South Koreans also overwhelmingly favor the re-election of President Barack Obama, who has developed a close relationship with their President Lee Myung-Bak after friction between their two predecessors.

 

Separate polls found wide backing for the six-decade alliance, including maintaining US troops on the peninsula, despite strong patriotic sentiment in South Korea and fading enthusiasm in the United States for a global role.

 

In the United States, 60 percent of the public supported keeping bases in South Korea.

 

But most Americans said the United States should work with others, not fight alone, in response to a potential North Korean attack and only 17 percent put a high priority on regime change in the authoritarian state.

 

"Despite declining support for sustaining US military budgets and presence overseas, there is still strong support for a US military presence in South Korea," said Scott Snyder, a senior fellow at the Council on Foreign Relations.

 

"What's really fascinating and I think maybe surprising... is that while three-fifths of Americans support a long-term US presence on the Korean peninsula, there's a very interesting set of questions about US intervention -- US use of that military presence," he said.

 

The findings were part of a broader poll on US attitudes released last month by the Chicago Council on Foreign Affairs.

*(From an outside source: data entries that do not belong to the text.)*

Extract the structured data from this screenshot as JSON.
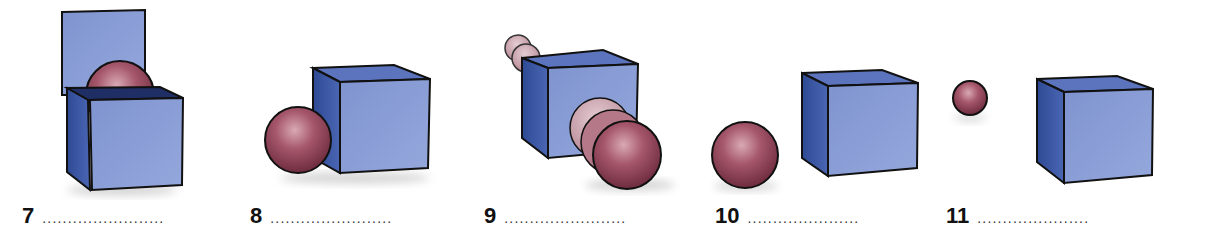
{
  "colors": {
    "cube_front": "#8096d4",
    "cube_side": "#3d5aa8",
    "cube_top": "#5b74bd",
    "ball": "#9a4a5e",
    "outline": "#111111"
  },
  "exercises": [
    {
      "number": "7",
      "answer_blank": "........................",
      "scene": "ball-in-open-box"
    },
    {
      "number": "8",
      "answer_blank": "........................",
      "scene": "ball-next-to-box"
    },
    {
      "number": "9",
      "answer_blank": "........................",
      "scene": "ball-through-box"
    },
    {
      "number": "10",
      "answer_blank": "......................",
      "scene": "ball-beside-box-gap"
    },
    {
      "number": "11",
      "answer_blank": "......................",
      "scene": "small-ball-away-from-box"
    }
  ]
}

The poll of 1,877 adults found that Americans for the first time attached more importance to Asia than Europe.

 

A study of 1,000 South Korean adults found that 95 percent of South Koreans wanted to maintain the alliance with the United States, although the virtual unanimity slipped when asked more specifically about troop levels.

 

While the relationship is rooted in the Korean War, 84 percent said they wanted to maintain the US alliance even if North and South Korea are unified, according to the survey by the Asan Institute for Policy Studies.

 

"What you can guess -- the reason why is they are seeing the rise of China, particularly in a military way, becoming a big threat," Kim Jiyoon, a research fellow at the institute, said as she presented the findings in Washington.

 

The survey found that 73 percent of South Koreans saw China as a potential military threat, far more than the 51 percent of Americans who said likewise.

 

China has seen growing tensions with neighboring nations in recent years and is the main supporter of North Korea.

 

Many analysts believe China is partly motivated out of a desire to keep the North as a buffer state rather than see a unified, US-allied Korea on its border.

 

In line with polls in Europe, some 82 percent of South Koreans said they had a favorable view of Obama, compared with 28 percent who said the same of Mitt Romney, his Republican rival in November 6 elections, the survey said.

 

Lee, who took a harder line on North Korea after taking office in 2008 from Roh Moo-Hyun, has developed a close relationship with Obama.

 

Roh had an often tense relationship with former US president George W. Bush, including over how to handle North Korea.

 

Despite areas of consensus, the surveys found a sharp gap in perceptions of South Korea's former colonial ruler Japan.

 

Some 62 percent of South Koreans said they viewed Japan unfavorably, while more than two-thirds of Americans saw Japan positively.